Thirdly, tech is where that Steinbeck quote breaks. Unlike the farmers and fruit-pickers in Grapes of Wrath, tech employees actually have a very good chance of becoming millionaires so long as they aren't spendthrifts. At a starting pay of ~3x the median income of the country, even before RSUs, I'd hesitate to call anyone in that position "poor" or "temporarily embarrassed" in a financial sense.

My poor immigrant Indian grandparents became millionaires as did many of their siblings and friends. They certainly wouldn't have done so with socialism.
They wouldn’t have needed so.

Being a millionaire is only “powerful” if there are people in poverty. If poverty didn’t exist, then being a millionaire wasn’t actually going to be that big of an increase in life quality.

We should seek to cancel out rent seeking behavior. The thing I hate about our economy is the amount of momentum money gives others while actively holding others back. If our economy was truly based around your abilities it wouldn’t be so annoying.

However, we should also remember that not everyone can work, but everyone deserves a high quality life in line with our powerful economy.

Precisely right

Everyone wants to decouple labor and life, when the actual way to do that is to merge capital and labor such that there are no people who aren't part owner.

The existence of billionaires means that at some point there was an unethical decision made to hold onto power and wealth instead of distributing it to employees

>>Being a millionaire is only “powerful” if there are people in poverty.

Isn't that whole point of being rich?

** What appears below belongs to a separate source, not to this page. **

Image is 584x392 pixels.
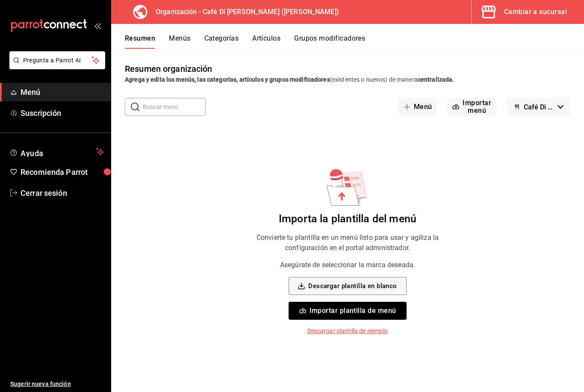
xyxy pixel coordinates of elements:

You are better than the others?

There is an always a stack rank, whether we like to agree with this or not. Any attempts to flatten the hierarchy only leads to the mess we saw in the last century.

People like to get rewarded for being better than the rest.

>> They wouldn’t have needed so.

I guess you have never been to a socialist country?

I was curious about your claim about the lottery...

This article has a quote from a California Lottery spokesman saying 138 people won a million+ in 2021: https://patch.com/california/orange-county/californias-top-1....

This article also from 2021 estimates 7000+ millionaires from 35 bay area IPOs that year: https://www.nytimes.com/2021/03/08/technology/silicon-valley...

When you factor in the number of lottery tickets sold each year vs the number of people working for startups, and the fact that at a startup you do have at least some degree of control over the outcome (that's part of the reason you would take the job), it seems like the lottery comparison is pretty far from correct in reality.